THE LEGACY OF BILL GRAHAM
AUTHENTIC POSTERS
INCREDIBLE PHOTOGRAPHY!

Love Inks

Sample this concert
  1. 1Welcome to Daytrotter00:03
  2. 2I'm Gone02:33
  3. 3Magazine Street02:16
  4. 4Do You Wanna Fall In Love02:47
  5. 5Secret Tattoo01:58
Love Inks Mar 7, 2013
Liner Notes

This week, the house feels hotter than it did last week. The thermostat is set to the same number - 76 - but the difference is that last week it was 100 degrees every day and this week, temperatures have backed down a little bit. It's in the mid-to-high 80s and it sure does feel different, but now, stepping into the house from the outsides doesn't feel as refreshing. It feels stuffier and the contrast is not good enough any longer, yet, we were able to live perfectly in the 76 degrees last week. This week, it doesn't feel as right. We're crankier. We're thinking about dropping the coldness. We probably shouldn't, but we'll see how it all plays out.

Austin, Texas' Love Inks makes us think about air-conditioning and our own conditioning, what we can take, what we can survive through, what we need to be surrounded by to feel as if we're going to be able to make it. Lead singer Sherry LeBlanc sings as if she's full of mint, blasting it out with her words, that kind of refreshing cool that comes with no effort whatsoever. She's her own central air system, though that mint, there on the inside, burns a little, coming from a place where it's a little hotter.

Their songs come from places where something just went down, but now, by the time we got there, things are being cleaned up and you'd never no the difference.
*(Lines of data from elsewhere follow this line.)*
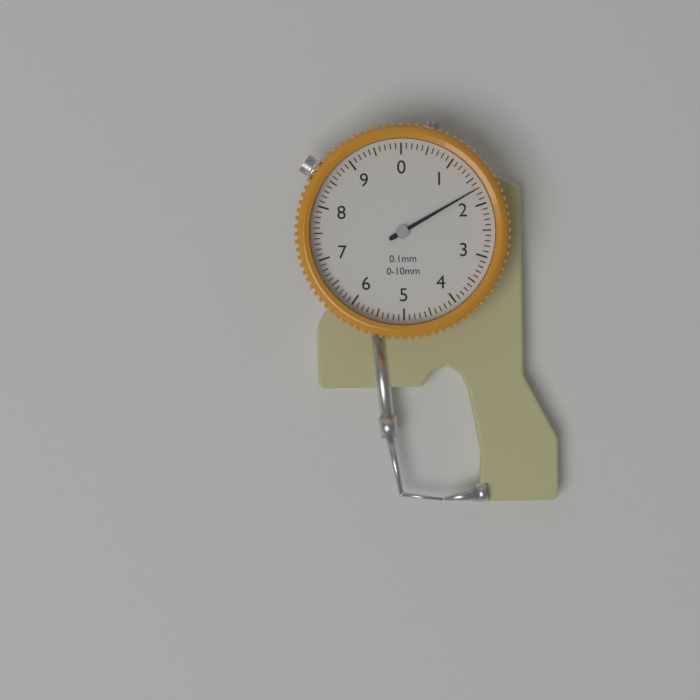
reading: 1.7 mm
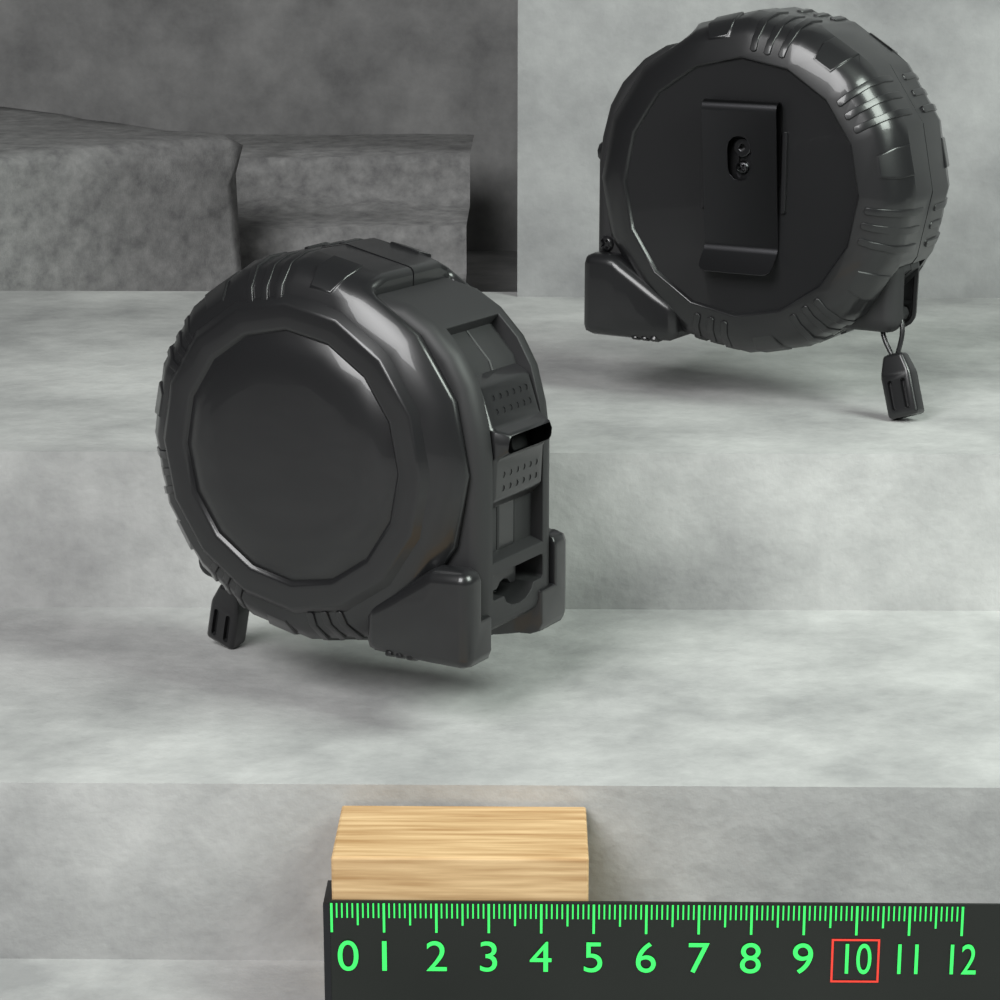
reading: 4.9 (no unit)
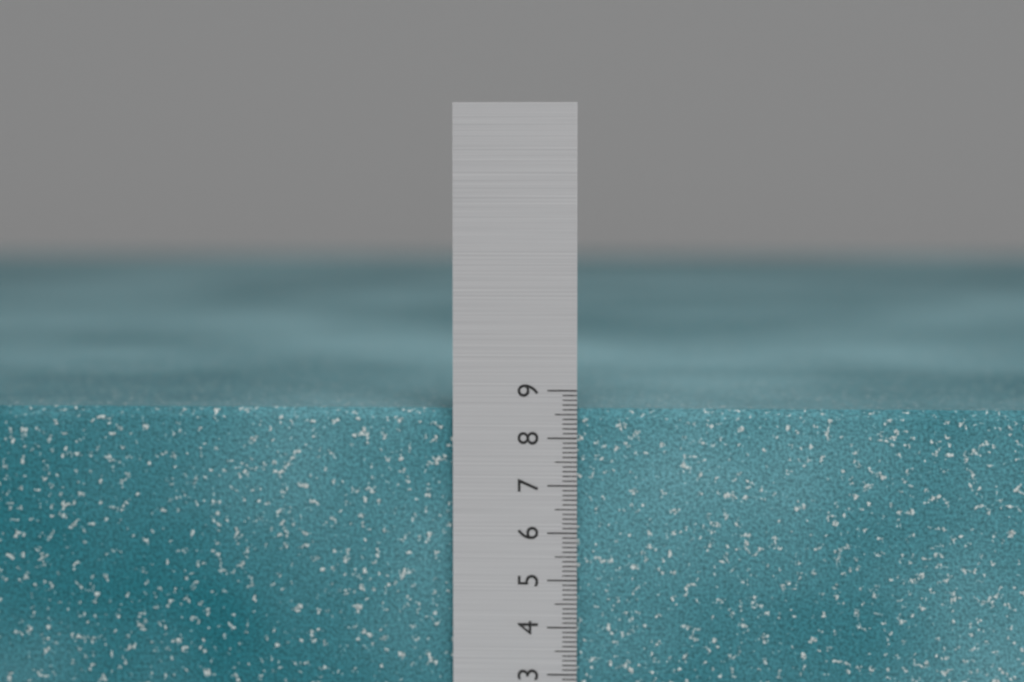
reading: 8.6 cm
I read the other day that when Malcolm X was assassinated in Harlem in 1965, police and investigators spent four hours studying the scene before custodians came in to mop up all the blood and clean the mess so that a planned youth dance could still happen in that same room later that night. Certainly, the events that LeBlanc sings about aren't the equivalent of a murder. There's no blood spilled.
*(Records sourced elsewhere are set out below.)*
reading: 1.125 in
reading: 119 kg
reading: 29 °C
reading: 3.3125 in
Her songs are steeped in the indifference of a thankless world and the aloneness of some empty bodies, the overriding thought that they just need to get away from here. Within the spines of these songs, however, are feelings that whatever happened before can be escaped, like they never happened. You get this very calming feeling, in these silky, dance pop gems - not unlike those of Tennis, Summer Camp and Cults, of the new breed popping up these days - as if you're going to be alright. You're moving out of the heat, away from the fight or the fights. Things are cooling down. We're cooling off and we couldn't be happier about it. It has nothing to do with the thermostat, or what it's telling us.